Compiled by the Chronicler from the Ezra memoirs
(to see link click Ac Ezra-Nehemiah From a Jewish Perspective: The Ezra Memoirs).

It had been nearly seventy years since the first deportation of Jews by the Babylonians to Mesopotamia (see the commentary on Jeremiah, to see link click GtIn the Thirty-Seventh Year of the Exile Jehoiachin was Released from Prison). Though the initial years were surely difficult, the second and third generations of Jews born in the exile had adjusted to their surroundings. Most had become so comfortable that they refused to return to Judah when given the opportunity, others prayed for and desired to return.12 They longed to worship ADONAI together and offer sacrifices in their own Temple according to their own Torah and traditions. So the chapters of Ezra tell the story of the second exodus, one of the most important events in Jewish history, and thus in God’s redemptive plan.13

Isaiah prophesied that Jews would return and rebuild the Temple in Jerusalem two-hundred years before Cyrus was born (see the commentary on Isaiah Ia The Deliverance by Cyrus the Great). So in 538 BC when the Babylonian empire passed from Nabonidus to Cyrus king of Persia, also known as Darius the Mede (Dani’el 5:1-30), the new king’s first act was to appease the Jewish population by reversing the policy of his predecessors.

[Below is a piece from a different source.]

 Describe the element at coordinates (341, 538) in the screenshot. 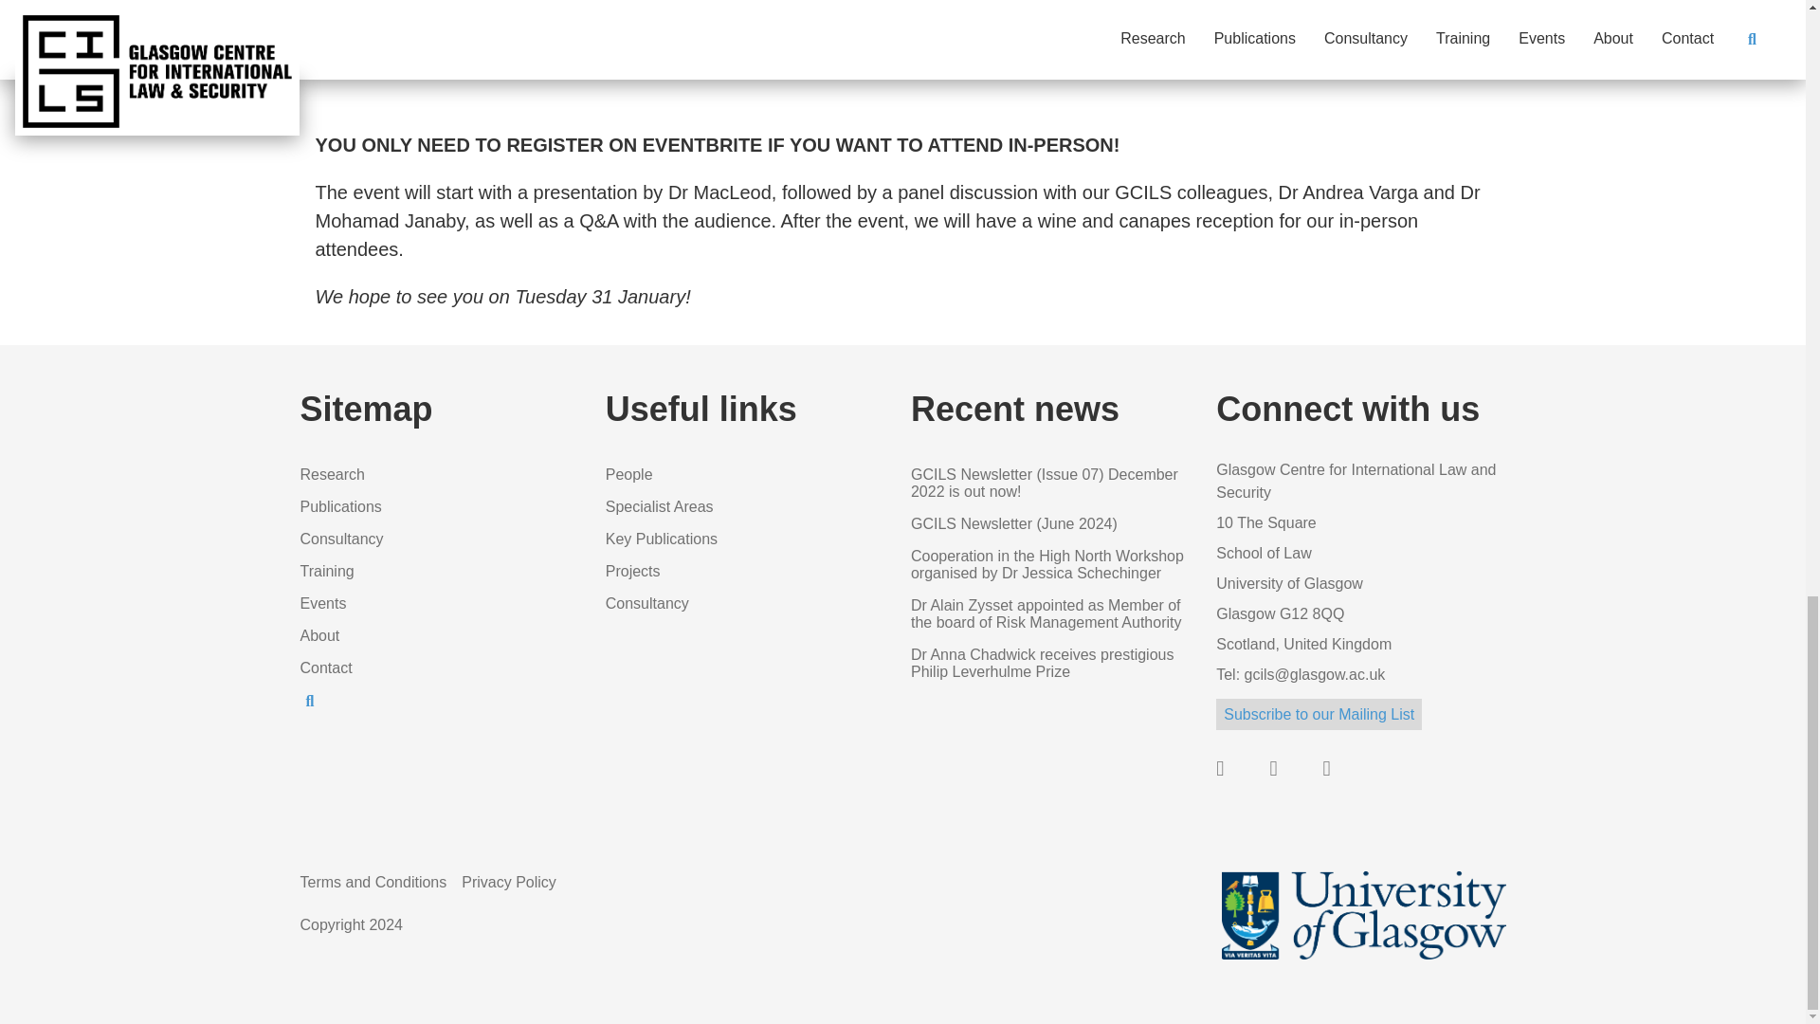

I see `Consultancy` at that location.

The kings of Babylon had been in the habit of forcibly removing conquered people and transplanting them in other desolate regions of the empire, or within the walls of Babylon. The new policy served the double purpose of removing a dangerous source of hostility from the center of the empire, and dispersing grateful subjects into every quarter of the dominion. The Jews were not the only people to benefit, but they probably appreciated it more than any other subject nation.